On sewing, and napkins

I’ve been saying for a long time that the most important thing I learned in high school stage tech was a paradigm that I usually phrase as “Things are made of stuff.” For example, a door isn’t a single discrete unbreakdownable unit; it’s (more or less) some pieces of wood with pieces of metal attached, and you can use tools like screwdrivers to take it apart and put it together.

(Side note: It turns out that Bill Nye has used that exact “Things are made of stuff” phrase. I never watched Bill Nye, so I didn’t get it directly from him, but it’s possible that I got it from someone who got it from him.)

I recently acquired a tiny cute sewing machine, on which I hope to learn the basics of sewing. (No advice, please.) To get started, I watched a sewing-tutorial video on YouTube, which showed how to set up a sewing machine. The second half of the video walked through a very simple project: making a cloth napkin.

And partway into that second half, I had an epiphany:

Napkins are made of stuff.

That seems like it ought to have been an obvious corollary to Things are made of stuff. But somehow, for me, it wasn’t.

Apparently, I have always thought of cloth napkins as being magical objects that spring fully formed from a napkin tree, or something. Or rather, I had never thought about how cloth napkins are made, or what they’re made of, at all.

I know that clothing is constructed out of pieces of cloth. Also curtains. Also bedding. But it had never occurred to me that someone could take a square of cloth and sew seams around the edges and turn it into a napkin.

Surely, I had apparently thought, you wouldn’t want to wipe your mouth on just any old cloth! It must be some kind of special napkin cloth! But no. I went and looked around online and found a bunch of information about what kinds of cloth napkins are made of, including cotton, and linen, and polyester, and silk. (No need to tell me more details about what napkins are made of. I’m just describing the thought process I went through, not looking to learn about napkins.)

It was a little disconcerting to me to stumble over this area of unexamined lack of knowledge.

But it was also empowering. The idea that I personally can take a square of cloth and, with a little bit of pretty straightforward work, turn it into a cloth napkin, makes sewing feel accessible to me in a way that I don’t think it ever has before.

I’ve done tiny bits of hand-sewing before, to (clumsily) close up holes in various items of clothing and such, but that’s been super-basic. And I’ve seen clothing patterns, and I know the basic idea that you can make clothing using such patterns, but that’s always seemed far beyond something I was ever likely to be able to do. Mary Anne showed me and some other people some sewing-machine basics a couple years ago, but we ran into some thread-tangling issues.

But somehow a napkin seems easy and manageable and straightforward, and that makes me more willing to believe, at a gut level, that sewing is a skill that, as with most skills, one can learn gradually and get better at over time.

I am pleased.


…Note: I suspect that for many of you, the urge to teach me many things about sewing in comments here will be nigh-overwhelming, but I’d like to ask you to refrain. I have kinda idiosyncratic ways of learning things sometimes, and I will do much much better with this if I find my own way. When I have questions, I will ask, but for now, please don’t give me any kind of advice or instructions about sewing or sewing machines or napkins or other topics mentioned here. My post here is intended as a description of an interesting-to-me epiphany, a neat shift in perspective, not a request for further information or instruction. I know that it can be frustrating to hear that, and I apologize.

5 Responses to “On sewing, and napkins”

  1. Sumana Harihareswara

    I had a similar feeling several years ago when I went to a sewing workshop and then, the next night, a Debian packaging workshop. Yay for this epiphany!

    reply
  2. Mya

    I simultaneously have always wanted to know how to use a sewing machine, and found sewing machines oddly baffling and terrifying. At various points I have owned one, or more, but I don’t know if I still do. Maybe at some point you can teach me how to use one. 🙂

    reply
  3. Marie

    Starting with fleece off a sheep, processing it so that I could spin it and then knit it into a garment, that was magic for me.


*PROBLEM TO WORK ON*. Extract each line from the entries below that has the string "label" in it.

(Extracts from a graphics dataset)
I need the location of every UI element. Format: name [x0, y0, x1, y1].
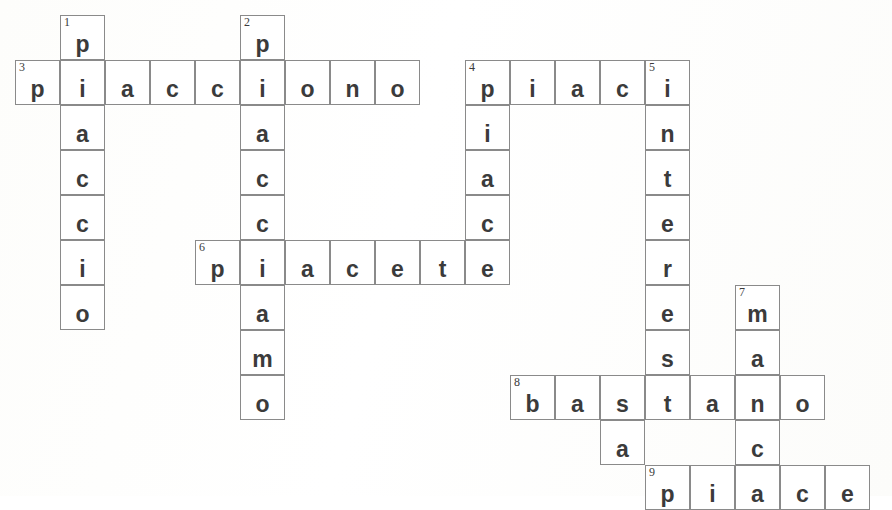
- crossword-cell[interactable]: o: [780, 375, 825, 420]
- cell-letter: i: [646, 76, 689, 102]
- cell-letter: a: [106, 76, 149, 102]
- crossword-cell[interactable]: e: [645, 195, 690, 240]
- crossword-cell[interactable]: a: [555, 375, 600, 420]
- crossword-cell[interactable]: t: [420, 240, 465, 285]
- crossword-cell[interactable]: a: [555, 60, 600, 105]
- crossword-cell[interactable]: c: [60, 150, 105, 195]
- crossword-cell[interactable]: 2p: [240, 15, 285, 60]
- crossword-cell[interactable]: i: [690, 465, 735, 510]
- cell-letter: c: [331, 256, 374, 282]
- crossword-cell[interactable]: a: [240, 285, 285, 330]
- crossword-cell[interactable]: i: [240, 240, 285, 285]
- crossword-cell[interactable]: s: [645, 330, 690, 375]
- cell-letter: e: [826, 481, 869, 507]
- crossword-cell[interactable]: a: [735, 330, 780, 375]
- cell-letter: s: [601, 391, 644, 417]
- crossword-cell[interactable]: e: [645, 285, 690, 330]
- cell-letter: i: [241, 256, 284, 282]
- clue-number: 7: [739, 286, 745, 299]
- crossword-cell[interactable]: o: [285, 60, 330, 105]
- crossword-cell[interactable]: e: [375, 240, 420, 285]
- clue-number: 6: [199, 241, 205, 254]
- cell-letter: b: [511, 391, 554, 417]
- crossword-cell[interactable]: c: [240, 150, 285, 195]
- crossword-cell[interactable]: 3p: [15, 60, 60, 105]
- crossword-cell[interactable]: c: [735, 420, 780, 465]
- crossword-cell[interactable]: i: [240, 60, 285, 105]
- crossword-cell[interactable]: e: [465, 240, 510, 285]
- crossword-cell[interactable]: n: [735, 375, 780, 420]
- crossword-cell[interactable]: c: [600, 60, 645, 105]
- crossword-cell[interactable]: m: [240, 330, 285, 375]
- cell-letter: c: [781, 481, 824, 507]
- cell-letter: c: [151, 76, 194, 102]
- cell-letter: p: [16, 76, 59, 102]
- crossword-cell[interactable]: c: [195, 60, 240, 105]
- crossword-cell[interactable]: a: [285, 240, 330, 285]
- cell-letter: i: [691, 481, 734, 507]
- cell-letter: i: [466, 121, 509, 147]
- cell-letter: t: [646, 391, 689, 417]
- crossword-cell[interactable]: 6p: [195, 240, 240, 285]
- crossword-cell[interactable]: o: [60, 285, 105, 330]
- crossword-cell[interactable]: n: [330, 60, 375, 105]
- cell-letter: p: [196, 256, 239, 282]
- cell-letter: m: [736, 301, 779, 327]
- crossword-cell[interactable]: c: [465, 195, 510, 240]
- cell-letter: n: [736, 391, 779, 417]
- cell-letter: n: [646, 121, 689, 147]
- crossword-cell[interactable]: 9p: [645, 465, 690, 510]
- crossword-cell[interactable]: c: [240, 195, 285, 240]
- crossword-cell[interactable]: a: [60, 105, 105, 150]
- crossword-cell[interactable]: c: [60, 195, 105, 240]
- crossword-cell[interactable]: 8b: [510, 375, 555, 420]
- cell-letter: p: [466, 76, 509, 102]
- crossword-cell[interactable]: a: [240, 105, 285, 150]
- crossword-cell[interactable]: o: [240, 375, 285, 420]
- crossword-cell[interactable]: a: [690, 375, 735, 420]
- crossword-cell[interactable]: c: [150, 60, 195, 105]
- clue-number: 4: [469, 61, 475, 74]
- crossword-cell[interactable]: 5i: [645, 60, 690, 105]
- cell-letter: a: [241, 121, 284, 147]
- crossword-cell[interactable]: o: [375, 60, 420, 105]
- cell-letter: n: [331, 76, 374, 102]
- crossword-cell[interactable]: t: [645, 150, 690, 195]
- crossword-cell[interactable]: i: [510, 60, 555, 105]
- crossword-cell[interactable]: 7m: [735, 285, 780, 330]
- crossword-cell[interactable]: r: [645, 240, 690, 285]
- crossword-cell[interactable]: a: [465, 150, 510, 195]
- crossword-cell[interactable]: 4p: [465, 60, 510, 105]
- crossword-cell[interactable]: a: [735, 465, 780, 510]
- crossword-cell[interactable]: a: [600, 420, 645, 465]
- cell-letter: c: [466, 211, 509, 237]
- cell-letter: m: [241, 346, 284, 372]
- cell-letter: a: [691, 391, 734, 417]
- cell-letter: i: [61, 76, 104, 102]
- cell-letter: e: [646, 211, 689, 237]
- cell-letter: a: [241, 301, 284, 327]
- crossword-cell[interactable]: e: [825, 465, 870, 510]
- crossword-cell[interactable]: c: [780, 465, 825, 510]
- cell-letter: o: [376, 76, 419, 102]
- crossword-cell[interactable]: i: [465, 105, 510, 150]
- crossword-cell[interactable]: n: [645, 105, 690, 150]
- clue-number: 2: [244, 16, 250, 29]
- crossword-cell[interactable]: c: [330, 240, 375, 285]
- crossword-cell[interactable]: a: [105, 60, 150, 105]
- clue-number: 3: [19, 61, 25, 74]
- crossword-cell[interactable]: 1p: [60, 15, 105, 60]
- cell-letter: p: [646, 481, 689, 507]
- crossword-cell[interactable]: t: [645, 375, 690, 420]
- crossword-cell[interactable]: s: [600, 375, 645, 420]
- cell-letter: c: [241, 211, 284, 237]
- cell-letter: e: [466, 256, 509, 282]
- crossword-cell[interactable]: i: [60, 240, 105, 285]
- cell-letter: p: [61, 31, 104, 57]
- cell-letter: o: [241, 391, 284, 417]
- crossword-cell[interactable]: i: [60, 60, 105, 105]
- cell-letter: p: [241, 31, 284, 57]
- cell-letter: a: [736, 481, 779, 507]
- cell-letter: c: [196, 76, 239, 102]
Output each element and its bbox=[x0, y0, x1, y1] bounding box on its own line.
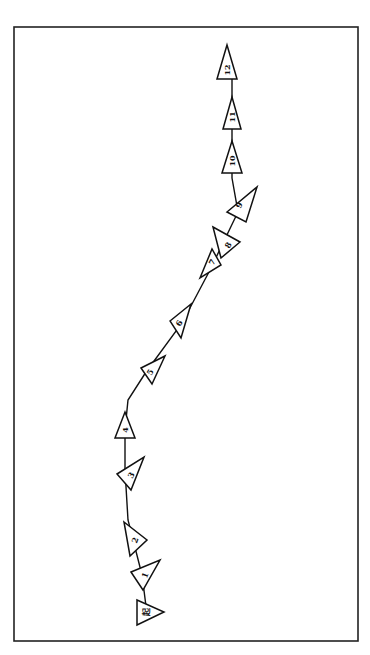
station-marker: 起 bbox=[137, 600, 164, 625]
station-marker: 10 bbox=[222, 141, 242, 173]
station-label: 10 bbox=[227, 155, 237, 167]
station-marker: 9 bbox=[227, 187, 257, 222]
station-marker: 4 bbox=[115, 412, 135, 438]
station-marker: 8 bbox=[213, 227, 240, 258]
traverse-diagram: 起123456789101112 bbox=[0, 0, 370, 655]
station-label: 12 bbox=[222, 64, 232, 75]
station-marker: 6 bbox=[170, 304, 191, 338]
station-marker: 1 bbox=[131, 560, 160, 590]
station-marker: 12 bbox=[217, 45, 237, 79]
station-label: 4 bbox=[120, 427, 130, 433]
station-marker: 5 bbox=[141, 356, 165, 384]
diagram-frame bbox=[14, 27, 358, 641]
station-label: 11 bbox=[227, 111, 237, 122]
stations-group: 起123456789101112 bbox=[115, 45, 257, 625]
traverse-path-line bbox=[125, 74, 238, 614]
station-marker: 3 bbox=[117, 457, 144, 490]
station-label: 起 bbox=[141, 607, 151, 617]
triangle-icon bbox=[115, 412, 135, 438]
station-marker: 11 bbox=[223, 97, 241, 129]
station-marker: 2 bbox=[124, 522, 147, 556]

*RESPONSE TO THIS EXERCISE*.
station-label: 10 bbox=[227, 155, 237, 167]
station-label: 12 bbox=[222, 64, 232, 75]
station-label: 4 bbox=[120, 427, 130, 433]
station-label: 11 bbox=[227, 111, 237, 122]
station-label: 起 bbox=[141, 607, 151, 617]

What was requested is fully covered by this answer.